Ivy’s Background
Ivy Cheng spent her entire 30+ year career at the World Bank, working as an assistant, financial analyst, mission lead, project manager, and expert consultant. Her specialty was strategizing and delivering basic healthcare, clean water supply, education, and sustainable energy to the parts of the world most in need. While she was based at World Bank headquarters in Washington D.C., she spent months per year on missions to Asia, South America, and Eastern Europe, observing, interacting with, and helping countless communities. Ivy also had an expatriate stint where she was appointed as Chief of Staff for the United Nations Centre for Regional Development (UNCRD) in Nagoya, Japan, where she focused on monitoring sanitation and education projects in rural areas of Laos, Cambodia, Burma, and the Philippines.
During her illustrious career from 1978 to 2010, Ivy helped break many barriers within the white male-dominated World Bank, leading several eight-figure dollar missions as an immigrant, minority female. Though small-statured, she led with an impressive presence imbued with clear strategy, diligent work ethic, and brilliant efficiency.
Throughout her career, Ivy observed dozens of communities and different ways of life, economy, and culture, and she was able to distill some common threads. She noted that empowering people with skills and tools to succeed were paramount, and that the investment was more effective and durable when women were the ones being empowered. While there were many well-intentioned, responsible men in every community, women were still more apt to transfer their resources and successes to their children, which set the stage for the next generation to lift the community as a whole. Furthermore, Ivy noted, it was better to start empowering at a younger age, before the community had the chance to establish labels of: “uneducated”, “unskilled”, or “unable”.
Ivy leading water sanitation project in rural China
Ivy leading solar panel project in Inner Mongolia
Early Giving (2000-2018)
Armed with these observations, Ivy and Chieh-san Cheng began their philanthropic journey in the early 2000s, donating a few thousand dollars per year to pay for tuition and books for schoolchildren in rural China through the Education and Science Society (esscare.org). They then became actively involved with the AiXin Foundation (aixinfund.org), which helped them extend beyond education by also aiding basic public health services and helping with food insecurity. After all, it is difficult for a child to learn when they are hungry or sick. By the time of Ivy’s passing in 2018, she and Chieh-san had donated more than $100,000 to support hundreds of children in rural China through high school graduation.
Ivy’s Passing and Accelerated Giving (2019-2025)
After Ivy’s passing in 2018, our family decided to honor her by using her career’s lessons and continuing her mission of helping the underserved. From 2019 to 2025, we expanded our reach to providing scholarships for high school and college students, with a focus on STEM and cross-cultural education, as well as supporting infrastructure and research for under-resourced medical needs. To name the highlights, over $1M was provided for:
1) Transportation for sick pregnant women and children to hospitals, and for village doctors and midwives to deliver free clinics and medical training in rural western Tibet
2) Elevate Tutoring, a non-profit providing need-based undergraduate scholarships in Northern California
3) Endowing a need-based undergraduate scholarship for minority women at Exeter College at the University of Oxford
4) Need-based graduate engineering scholarships at Johns Hopkins University
5) Destination SPACE, a non-profit that runs a summer camp teaching remote sensing, data analytics, robotics, and rocketry to secondary and college students in the US and Taiwan
6) Starlight Cardiovascular, a start-up developing medical devices to treat congenital heart defects in neonates where there are currently no dedicated solutions.
7) “Ivy Scholarship” program in Taiwan, supporting up to 30 under-resourced students per year, focusing on first-generation ethnic minorities
8) College students in Cambodia, supporting those with financial need and the highest potential to support the health, education, and economic growth of their communities
Ivy in rural Chinese village
“Love Ivy” saving mothers and children in rural Tibet
Ivy Cheng Foundation (founded 2025)
In 2025, we established the Ivy Cheng Foundation to expand the scope and provide more flexibility for our philanthropic activities. Over the next 20 years, the Ivy Cheng Foundation commits to providing resources to support:
1) K-12 and higher education for under-resourced individuals who have the highest potential to help uplift their communities by improving healthcare, education, and infrastructure. There will be a leaning towards providing support to girls/women and underrepresented minorities.
2) Projects around improvements related to delivering education, healthcare, water supply, and sustainable energy, as well as supporting research and development in these areas.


# TASK TO CARRY OUT
With pictures left out, please repeat word for word the lines from the one containing "The height and" through the end of the records.

[RECORDED DATA Boundary: Start]

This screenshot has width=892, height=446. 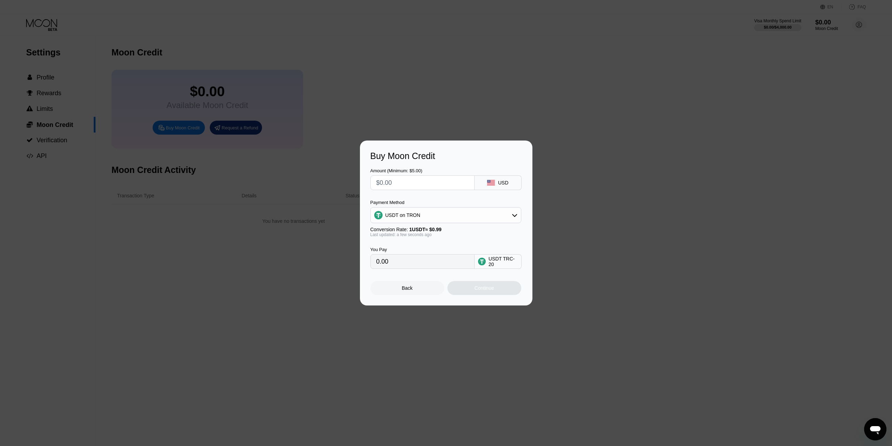 I want to click on div: Payment Method, so click(x=446, y=202).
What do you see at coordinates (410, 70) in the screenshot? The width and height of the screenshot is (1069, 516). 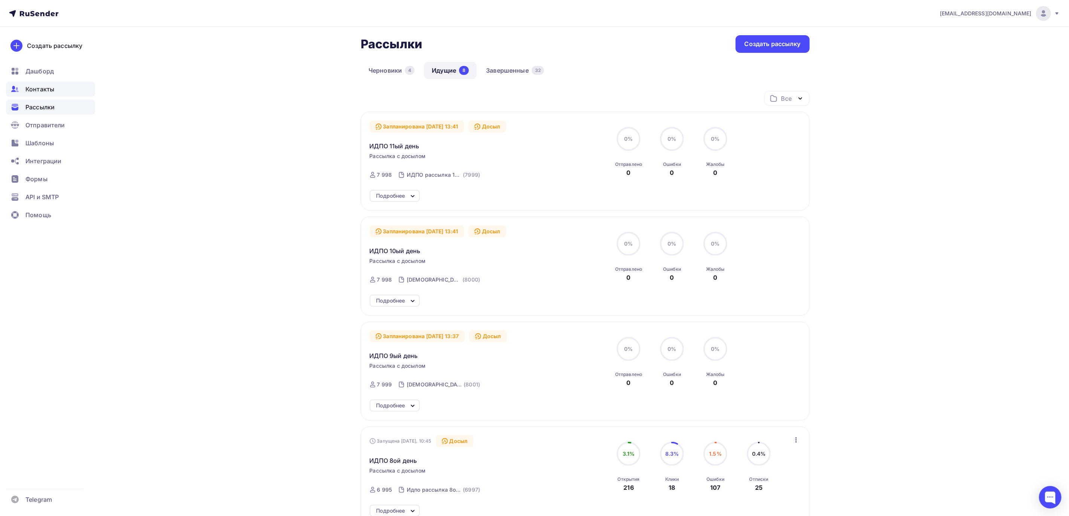 I see `div: 4` at bounding box center [410, 70].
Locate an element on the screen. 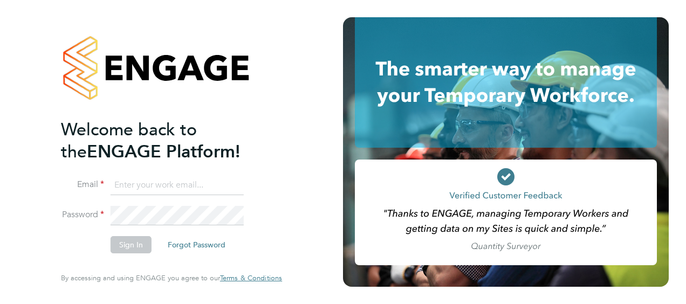  h2: ENGAGE Platform! is located at coordinates (166, 141).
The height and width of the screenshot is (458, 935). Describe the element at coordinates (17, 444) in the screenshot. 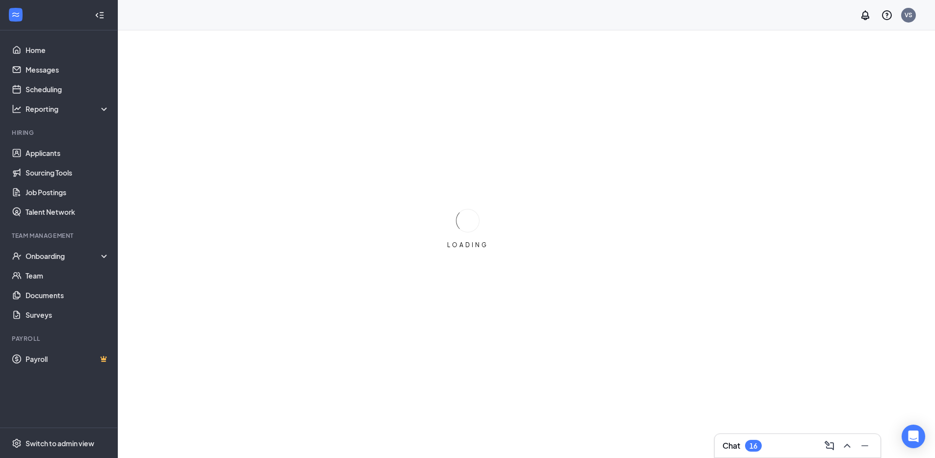

I see `svg: Settings` at that location.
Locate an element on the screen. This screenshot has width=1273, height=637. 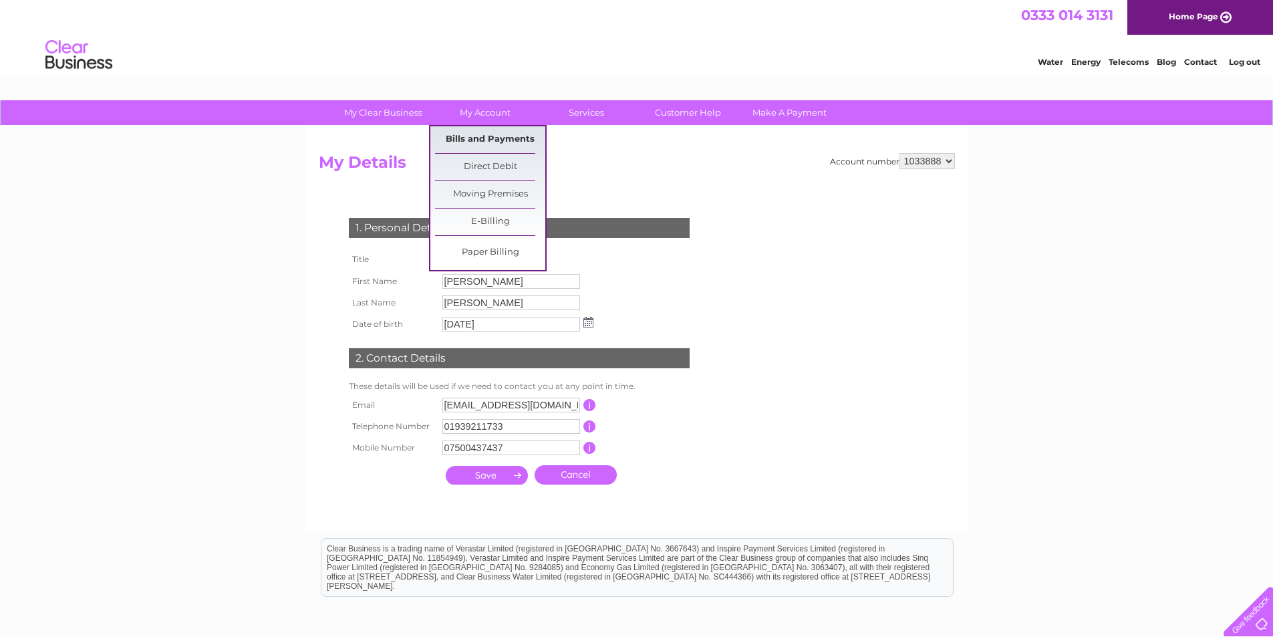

[RECORDED DATA Boundary: End]

# EXPECTED OUTPUT
The height and width of the screenshot is (458, 935). Describe the element at coordinates (17, 444) in the screenshot. 

I see `svg: Settings` at that location.
Locate an element on the screen. This screenshot has width=1273, height=637. 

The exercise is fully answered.